Start with your mouth slightly open, then close your jaw slightly as your lips round. Shift your tongue back slightly, then stretch the back up.
How to pronounce overreacting in American English
Americans pronounce overreacting as oh-ver-ree-AK-tuhng (/ˌoʊvərriˈæktəŋ/). Stress falls on the fourth syllable — keep everything else short and quick. You'll hear it in sentences like "I am sorry for overreacting when you were just trying to help".
Now you try.
Record yourself saying "overreacting" and play it back. The mic stays on your device — nothing's uploaded.
Every sound in "overreacting".
5 syllables, 10 sounds. Tap a syllable to jump to its row, then explore each sound's mouth shape and how it's made.
Touch the tip or front edge of your tongue to the roof of your mouth just behind your teeth. Keep your jaw relaxed. Stop the air, then release with a puff.
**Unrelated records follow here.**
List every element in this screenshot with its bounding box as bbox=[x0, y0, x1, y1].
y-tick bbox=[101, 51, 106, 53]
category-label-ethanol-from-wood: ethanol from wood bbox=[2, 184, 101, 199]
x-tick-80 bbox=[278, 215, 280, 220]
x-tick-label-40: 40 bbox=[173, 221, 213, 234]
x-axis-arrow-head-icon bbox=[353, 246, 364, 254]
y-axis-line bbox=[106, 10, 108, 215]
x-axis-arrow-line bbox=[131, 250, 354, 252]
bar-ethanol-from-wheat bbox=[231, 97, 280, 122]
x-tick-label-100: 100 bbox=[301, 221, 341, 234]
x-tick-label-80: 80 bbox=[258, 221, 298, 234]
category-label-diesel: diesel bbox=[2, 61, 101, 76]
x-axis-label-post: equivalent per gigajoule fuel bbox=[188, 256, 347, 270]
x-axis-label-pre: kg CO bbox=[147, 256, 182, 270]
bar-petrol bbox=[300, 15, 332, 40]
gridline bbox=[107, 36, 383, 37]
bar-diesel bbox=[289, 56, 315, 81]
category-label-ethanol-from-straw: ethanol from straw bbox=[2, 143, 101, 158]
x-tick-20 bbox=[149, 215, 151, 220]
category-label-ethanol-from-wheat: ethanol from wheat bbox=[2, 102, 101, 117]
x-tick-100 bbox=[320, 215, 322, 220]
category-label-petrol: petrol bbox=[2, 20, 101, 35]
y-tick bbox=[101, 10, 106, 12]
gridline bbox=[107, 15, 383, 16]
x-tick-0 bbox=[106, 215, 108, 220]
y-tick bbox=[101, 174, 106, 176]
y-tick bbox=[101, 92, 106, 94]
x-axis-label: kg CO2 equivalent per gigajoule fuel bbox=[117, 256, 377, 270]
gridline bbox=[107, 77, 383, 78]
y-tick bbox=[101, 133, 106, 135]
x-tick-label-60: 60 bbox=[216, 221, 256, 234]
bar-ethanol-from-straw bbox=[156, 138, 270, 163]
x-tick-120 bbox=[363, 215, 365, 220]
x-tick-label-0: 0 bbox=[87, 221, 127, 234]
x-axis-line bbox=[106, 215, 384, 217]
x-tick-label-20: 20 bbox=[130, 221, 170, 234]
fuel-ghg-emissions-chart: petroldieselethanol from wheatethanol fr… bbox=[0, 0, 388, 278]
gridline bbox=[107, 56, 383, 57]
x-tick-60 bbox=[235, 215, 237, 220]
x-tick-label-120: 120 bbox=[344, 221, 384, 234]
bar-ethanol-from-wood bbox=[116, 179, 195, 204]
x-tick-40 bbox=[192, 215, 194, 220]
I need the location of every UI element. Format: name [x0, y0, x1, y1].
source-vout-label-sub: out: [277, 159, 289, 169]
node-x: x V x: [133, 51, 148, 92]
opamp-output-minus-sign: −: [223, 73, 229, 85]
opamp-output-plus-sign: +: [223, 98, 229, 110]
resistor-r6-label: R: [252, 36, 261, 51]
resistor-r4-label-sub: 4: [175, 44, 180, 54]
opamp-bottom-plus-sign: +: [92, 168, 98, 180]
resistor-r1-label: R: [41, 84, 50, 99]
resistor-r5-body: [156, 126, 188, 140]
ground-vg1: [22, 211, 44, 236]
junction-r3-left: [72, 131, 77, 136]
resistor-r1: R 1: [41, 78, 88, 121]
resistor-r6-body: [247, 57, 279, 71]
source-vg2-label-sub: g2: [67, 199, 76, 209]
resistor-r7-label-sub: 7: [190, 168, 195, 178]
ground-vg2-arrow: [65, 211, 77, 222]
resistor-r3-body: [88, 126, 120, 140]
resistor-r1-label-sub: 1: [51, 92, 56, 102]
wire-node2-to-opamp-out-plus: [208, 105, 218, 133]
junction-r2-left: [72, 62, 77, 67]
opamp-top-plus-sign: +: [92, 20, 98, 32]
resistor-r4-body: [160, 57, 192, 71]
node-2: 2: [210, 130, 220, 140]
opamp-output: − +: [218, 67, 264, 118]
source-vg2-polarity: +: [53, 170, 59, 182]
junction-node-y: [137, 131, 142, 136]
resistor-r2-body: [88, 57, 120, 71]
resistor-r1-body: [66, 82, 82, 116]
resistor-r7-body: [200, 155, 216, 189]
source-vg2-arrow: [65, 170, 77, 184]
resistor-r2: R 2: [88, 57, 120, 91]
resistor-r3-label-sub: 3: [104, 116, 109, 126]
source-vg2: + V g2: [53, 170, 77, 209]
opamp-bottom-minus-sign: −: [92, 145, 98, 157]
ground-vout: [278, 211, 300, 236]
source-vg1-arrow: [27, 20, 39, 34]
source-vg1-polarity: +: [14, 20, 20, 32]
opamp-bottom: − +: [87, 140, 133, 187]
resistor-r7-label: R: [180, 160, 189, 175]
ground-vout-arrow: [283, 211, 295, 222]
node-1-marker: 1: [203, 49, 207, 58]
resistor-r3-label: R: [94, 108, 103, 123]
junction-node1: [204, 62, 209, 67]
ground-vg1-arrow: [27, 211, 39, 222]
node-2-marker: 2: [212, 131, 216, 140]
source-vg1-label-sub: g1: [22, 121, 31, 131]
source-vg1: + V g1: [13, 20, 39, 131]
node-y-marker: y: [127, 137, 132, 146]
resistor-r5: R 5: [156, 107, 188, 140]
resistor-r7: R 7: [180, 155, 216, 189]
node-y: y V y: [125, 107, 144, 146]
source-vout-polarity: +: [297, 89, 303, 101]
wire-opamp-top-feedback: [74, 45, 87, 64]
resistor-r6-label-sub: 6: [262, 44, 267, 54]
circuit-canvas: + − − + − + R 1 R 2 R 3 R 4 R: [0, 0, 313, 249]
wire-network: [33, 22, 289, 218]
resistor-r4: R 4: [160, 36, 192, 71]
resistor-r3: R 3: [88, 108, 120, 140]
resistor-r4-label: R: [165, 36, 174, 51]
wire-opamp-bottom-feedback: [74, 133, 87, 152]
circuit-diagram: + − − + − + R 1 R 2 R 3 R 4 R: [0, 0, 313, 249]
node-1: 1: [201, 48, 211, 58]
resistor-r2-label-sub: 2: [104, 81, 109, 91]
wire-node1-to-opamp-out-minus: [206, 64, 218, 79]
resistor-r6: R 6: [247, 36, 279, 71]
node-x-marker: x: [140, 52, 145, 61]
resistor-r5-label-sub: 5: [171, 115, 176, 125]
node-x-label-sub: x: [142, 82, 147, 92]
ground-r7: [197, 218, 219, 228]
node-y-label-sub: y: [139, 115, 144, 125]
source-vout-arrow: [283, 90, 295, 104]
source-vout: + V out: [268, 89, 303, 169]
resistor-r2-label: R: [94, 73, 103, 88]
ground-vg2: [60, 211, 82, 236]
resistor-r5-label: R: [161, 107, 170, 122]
Relax your lips, jaw, and tongue completely. Drop your jaw slightly and keep the tongue neutral.
Lift the back of your tongue to the soft palate. Lower your soft palate to let air flow through your nose.

Looking for a different word or sentence?
Common pronunciation mistakes in American English.
The textbook way isn't wrong — it's just not how anyone actually says it.
Releasing the final consonant with a puff of air.
In "overreacting", the "t" is not released — the articulators get into position but hold without the burst of air. Air stops but there's no release burst — the articulators hold position.
Stressing the wrong syllable.
Stress falls on the fourth syllable, not the others. Stretch AK — keep everything else short and quick.
Pronouncing the unstressed syllable too fully.
Don't pronounce the fourth syllable too fully. The unstressed syllable reduces to a schwa — the lazy "uh" sound — in casual speech.
Pronouncing the "R" too clearly.
Americans use a relaxed retroflex R — the tongue curls back rather than rolling. The R is one continuous sound with the vowel before it, not two separate sounds.